If the verdict is not guilty, the person is acquitted and released on those charges. If the verdict is guilty, or if the person pleaded guilty, the case moves to sentencing, where the judge imposes the penalty. Here Kansas uses a system worth understanding. For most felonies, Kansas sentences from a guidelines grid. There are two grids, one for drug crimes and one for all other felonies. Each grid works the same way. One axis is the severity level of the offense, how serious the crime is, and the other axis is the person's criminal history, scored by their prior record. Where the two meet is a box, and that box sets the presumed sentence, given as a range of months. The grid also tells the judge whether the presumed outcome is prison or probation. Some boxes are presumptive prison, some are presumptive probation, and a few in between, sometimes called border boxes, let the judge choose either without it counting as a departure from the guidelines. A judge can depart from the presumed sentence, up or down, but only for substantial and compelling reasons stated on the record, and a departure can be appealed. A handful of the most serious crimes, such as capital murder and first degree murder, are not on the grid at all. They are called off grid crimes and are sentenced under their own separate rules. A sentence can also include fines, restitution, and conditions of probation. After a conviction, the person has the right to appeal. Most appeals go first to the Kansas Court of Appeals, while the most serious cases, such as a conviction for first degree murder, go directly to the Kansas Supreme Court. An appeal is not a new trial. The appellate court reviews the record for legal errors that affected the outcome, and the notice of appeal has to be filed within a short time after sentencing. There is also a separate process after the appeal, often used to raise a claim that the trial lawyer was ineffective or that a constitutional right was violated, with its own rules and deadlines.

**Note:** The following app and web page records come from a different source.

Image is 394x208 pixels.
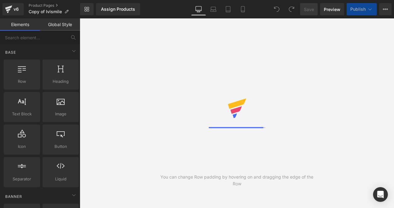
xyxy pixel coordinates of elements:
[158,174,315,188] div: You can change Row padding by hovering on and dragging the edge of the Row
[40,18,80,31] a: Global Style
[44,144,77,150] span: Button
[379,3,391,15] button: More
[373,188,387,202] div: Open Intercom Messenger
[29,3,80,8] a: Product Pages
[303,6,314,13] span: Save
[6,176,38,183] span: Separator
[323,6,340,13] span: Preview
[285,3,297,15] button: Redo
[5,50,17,55] span: Base
[44,111,77,117] span: Image
[220,3,235,15] a: Tablet
[235,3,250,15] a: Mobile
[101,7,135,12] div: Assign Products
[80,3,93,15] a: New Library
[6,144,38,150] span: Icon
[350,7,365,12] span: Publish
[44,176,77,183] span: Liquid
[29,9,62,14] span: Copy of Ivismile
[320,3,344,15] a: Preview
[206,3,220,15] a: Laptop
[2,3,24,15] a: v6
[6,78,38,85] span: Row
[12,5,20,13] div: v6
[44,78,77,85] span: Heading
[191,3,206,15] a: Desktop
[5,194,23,200] span: Banner
[6,111,38,117] span: Text Block
[270,3,283,15] button: Undo
[346,3,376,15] button: Publish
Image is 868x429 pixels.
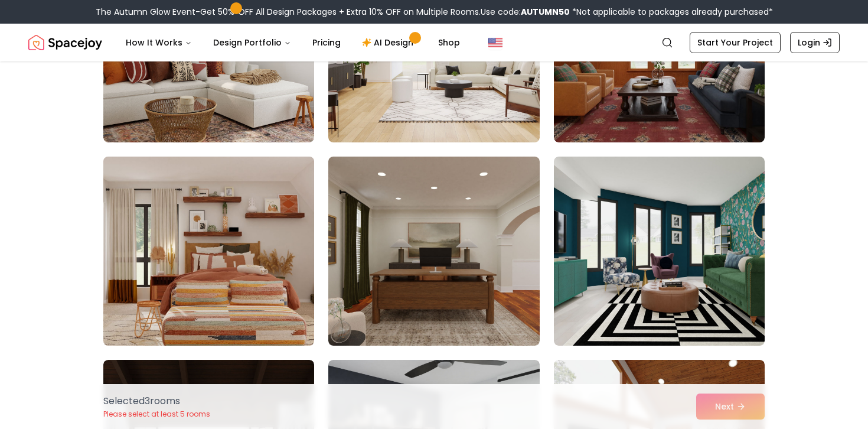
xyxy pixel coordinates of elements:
[429,31,470,54] a: Shop
[790,32,840,53] a: Login
[489,36,503,50] img: United States
[28,31,102,54] img: Spacejoy Logo
[204,31,300,54] button: Design Portfolio
[303,31,350,54] a: Pricing
[104,394,211,408] p: Selected 3 room s
[104,409,211,419] p: Please select at least 5 rooms
[352,31,426,54] a: AI Design
[96,6,773,18] div: The Autumn Glow Event-Get 50% OFF All Design Packages + Extra 10% OFF on Multiple Rooms.
[28,31,102,54] a: Spacejoy
[570,6,773,18] span: *Not applicable to packages already purchased*
[481,6,570,18] span: Use code:
[554,157,765,345] img: Room room-18
[28,24,840,62] nav: Global
[689,32,781,53] a: Start Your Project
[521,6,570,18] b: AUTUMN50
[328,157,539,345] img: Room room-17
[117,31,470,54] nav: Main
[98,152,319,350] img: Room room-16
[117,31,202,54] button: How It Works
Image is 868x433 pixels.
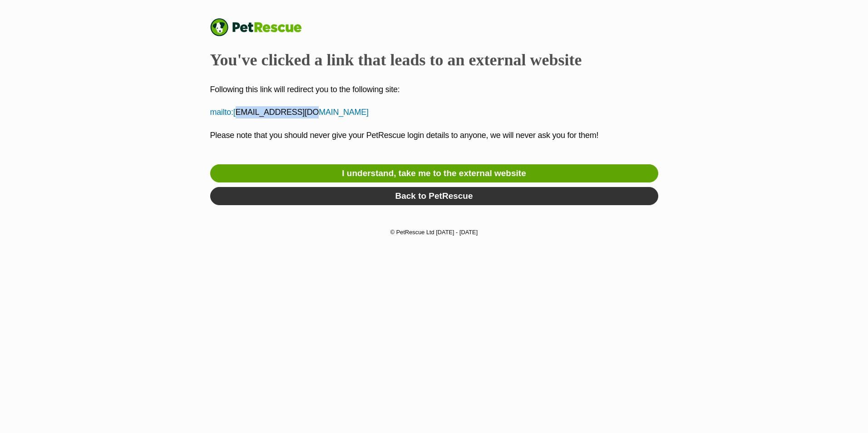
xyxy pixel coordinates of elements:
[210,84,658,96] p: Following this link will redirect you to the following site:
[210,187,658,205] a: Back to PetRescue
[210,18,311,36] a: PetRescue
[210,130,658,154] p: Please note that you should never give your PetRescue login details to anyone, we will never ask ...
[391,229,477,236] small: © PetRescue Ltd [DATE] - [DATE]
[210,106,658,119] p: mailto:[EMAIL_ADDRESS][DOMAIN_NAME]
[210,164,658,182] a: I understand, take me to the external website
[210,50,658,70] h2: You've clicked a link that leads to an external website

The bottom line for Kansas

The Kansas criminal process moves in a clear sequence once you know the steps. Cases are handled in the district court. After an arrest, a person has a first appearance, usually within about two days, where charges are read, rights are explained, and bond is set, and in a felony no plea is entered yet. The prosecutor files a complaint or information, and for a felony the case has to clear a preliminary hearing, where a judge finds probable cause before the case is bound over to the district court. The person is arraigned and enters a plea, the case moves through pretrial motions and plea negotiations, and if it is not resolved it goes to trial before a twelve person jury that must agree unanimously to convict. A conviction leads to sentencing from the guidelines grid, which crosses the seriousness of the offense with the person's criminal history to set a presumed sentence and whether it is prison or probation, and then the right to appeal, to the Kansas Court of Appeals or, for the most serious cases, the Kansas Supreme Court. Knowing where your person is in this sequence, and what each stage is for, lets you follow the case, ask better questions, and spend your energy where it actually helps.